"And when Finn reappeared, he was an old, old man, as old as a man may feel when his lady's attention wanders."

Joan colored and laughed, her eyes faintly mischievous, wholly apologetic.

"Finn's youth," Kenny gallantly assured her, "was restored to him by magic and surely there is magic in a woman's smile."

They motored on in a silence that Kenny found depressing. When would Arcady come again, he wondered rebelliously, wistful for the sparkle of that other summer when fairies, silver-shod, had danced upon the moonlit lake. The strain of worry had tired them both.

The wind swept coolly toward them sweet with pine. Wind and pine up here were always mingling. A night—a moon for lovers! The clasp of his arm tightened.

The peace of the night was insistent. After all with worry at an end Arcady might not lie so very far away—it was creeping into his heart, sweet with the music of many trees. Joan too perhaps—he stole a glance at the girl's face, colorless in the moonlight like some soft, exquisite flower—and drew up the emergency brake with a jerk. Her lashes were wet.

"Joan," he exclaimed, "you're not crying!"

She tried to smile and buried her face on his shoulder.

"I think," she said forlornly, "it—it's just because everything has turned out so—so nicely."

He motored homeward, ill at ease, aware after a time that the girl cradled in his arm had fallen asleep. Her tears worried him.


• _PROMPT_
Every line of the data below must be output exactly, with images left out.

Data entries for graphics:
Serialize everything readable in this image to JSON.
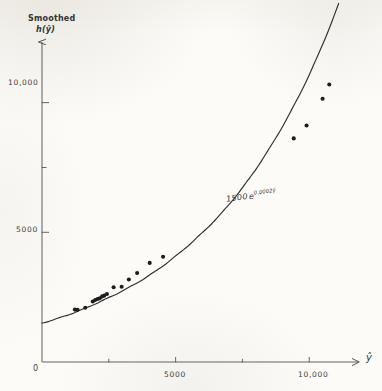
{
  "chart_data": {
    "type": "scatter",
    "title": "",
    "subtitle": "",
    "ylabel_line1": "Smoothed",
    "ylabel_line2": "h(ŷ)",
    "xlabel": "ŷ",
    "xlim": [
      0,
      11600
    ],
    "ylim": [
      0,
      12800
    ],
    "grid": false,
    "legend": null,
    "x_ticks": [
      {
        "value": 0,
        "label": "0",
        "major": true
      },
      {
        "value": 2500,
        "label": "",
        "major": false
      },
      {
        "value": 5000,
        "label": "5000",
        "major": true
      },
      {
        "value": 7500,
        "label": "",
        "major": false
      },
      {
        "value": 10000,
        "label": "10,000",
        "major": true
      }
    ],
    "y_ticks": [
      {
        "value": 0,
        "label": "0",
        "major": true
      },
      {
        "value": 5000,
        "label": "5000",
        "major": true
      },
      {
        "value": 7500,
        "label": "",
        "major": false
      },
      {
        "value": 10000,
        "label": "10,000",
        "major": true
      }
    ],
    "annotations": [
      {
        "text": "1500 e^{0.0002ŷ}",
        "coefficient": "1500",
        "base": "e",
        "exponent": "0.0002ŷ",
        "x": 6400,
        "y": 6050
      }
    ],
    "series": [
      {
        "name": "fitted curve",
        "type": "line",
        "equation": "1500 e^{0.0002ŷ}",
        "amplitude": 1500,
        "rate": 0.0002,
        "color": "#2e2e2e",
        "x_start": 0,
        "x_end": 11100
      },
      {
        "name": "observations",
        "type": "scatter",
        "marker": "filled-circle",
        "color": "#1c1c1c",
        "points": [
          {
            "x": 1230,
            "y": 2020
          },
          {
            "x": 1330,
            "y": 2010
          },
          {
            "x": 1620,
            "y": 2090
          },
          {
            "x": 1900,
            "y": 2330
          },
          {
            "x": 1990,
            "y": 2390
          },
          {
            "x": 2080,
            "y": 2430
          },
          {
            "x": 2160,
            "y": 2460
          },
          {
            "x": 2250,
            "y": 2530
          },
          {
            "x": 2330,
            "y": 2560
          },
          {
            "x": 2430,
            "y": 2620
          },
          {
            "x": 2680,
            "y": 2880
          },
          {
            "x": 2980,
            "y": 2900
          },
          {
            "x": 3250,
            "y": 3180
          },
          {
            "x": 3560,
            "y": 3430
          },
          {
            "x": 4030,
            "y": 3820
          },
          {
            "x": 4530,
            "y": 4060
          },
          {
            "x": 9420,
            "y": 8620
          },
          {
            "x": 9900,
            "y": 9120
          },
          {
            "x": 10500,
            "y": 10150
          },
          {
            "x": 10750,
            "y": 10700
          }
        ]
      }
    ]
  }
}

• _ANSWER TO THIS TASK_
Serialize everything readable in this image to JSON.
{
  "chart_data": {
    "type": "scatter",
    "title": "",
    "subtitle": "",
    "ylabel_line1": "Smoothed",
    "ylabel_line2": "h(ŷ)",
    "xlabel": "ŷ",
    "xlim": [
      0,
      11600
    ],
    "ylim": [
      0,
      12800
    ],
    "grid": false,
    "legend": null,
    "x_ticks": [
      {
        "value": 0,
        "label": "0",
        "major": true
      },
      {
        "value": 2500,
        "label": "",
        "major": false
      },
      {
        "value": 5000,
        "label": "5000",
        "major": true
      },
      {
        "value": 7500,
        "label": "",
        "major": false
      },
      {
        "value": 10000,
        "label": "10,000",
        "major": true
      }
    ],
    "y_ticks": [
      {
        "value": 0,
        "label": "0",
        "major": true
      },
      {
        "value": 5000,
        "label": "5000",
        "major": true
      },
      {
        "value": 7500,
        "label": "",
        "major": false
      },
      {
        "value": 10000,
        "label": "10,000",
        "major": true
      }
    ],
    "annotations": [
      {
        "text": "1500 e^{0.0002ŷ}",
        "coefficient": "1500",
        "base": "e",
        "exponent": "0.0002ŷ",
        "x": 6400,
        "y": 6050
      }
    ],
    "series": [
      {
        "name": "fitted curve",
        "type": "line",
        "equation": "1500 e^{0.0002ŷ}",
        "amplitude": 1500,
        "rate": 0.0002,
        "color": "#2e2e2e",
        "x_start": 0,
        "x_end": 11100
      },
      {
        "name": "observations",
        "type": "scatter",
        "marker": "filled-circle",
        "color": "#1c1c1c",
        "points": [
          {
            "x": 1230,
            "y": 2020
          },
          {
            "x": 1330,
            "y": 2010
          },
          {
            "x": 1620,
            "y": 2090
          },
          {
            "x": 1900,
            "y": 2330
          },
          {
            "x": 1990,
            "y": 2390
          },
          {
            "x": 2080,
            "y": 2430
          },
          {
            "x": 2160,
            "y": 2460
          },
          {
            "x": 2250,
            "y": 2530
          },
          {
            "x": 2330,
            "y": 2560
          },
          {
            "x": 2430,
            "y": 2620
          },
          {
            "x": 2680,
            "y": 2880
          },
          {
            "x": 2980,
            "y": 2900
          },
          {
            "x": 3250,
            "y": 3180
          },
          {
            "x": 3560,
            "y": 3430
          },
          {
            "x": 4030,
            "y": 3820
          },
          {
            "x": 4530,
            "y": 4060
          },
          {
            "x": 9420,
            "y": 8620
          },
          {
            "x": 9900,
            "y": 9120
          },
          {
            "x": 10500,
            "y": 10150
          },
          {
            "x": 10750,
            "y": 10700
          }
        ]
      }
    ]
  }
}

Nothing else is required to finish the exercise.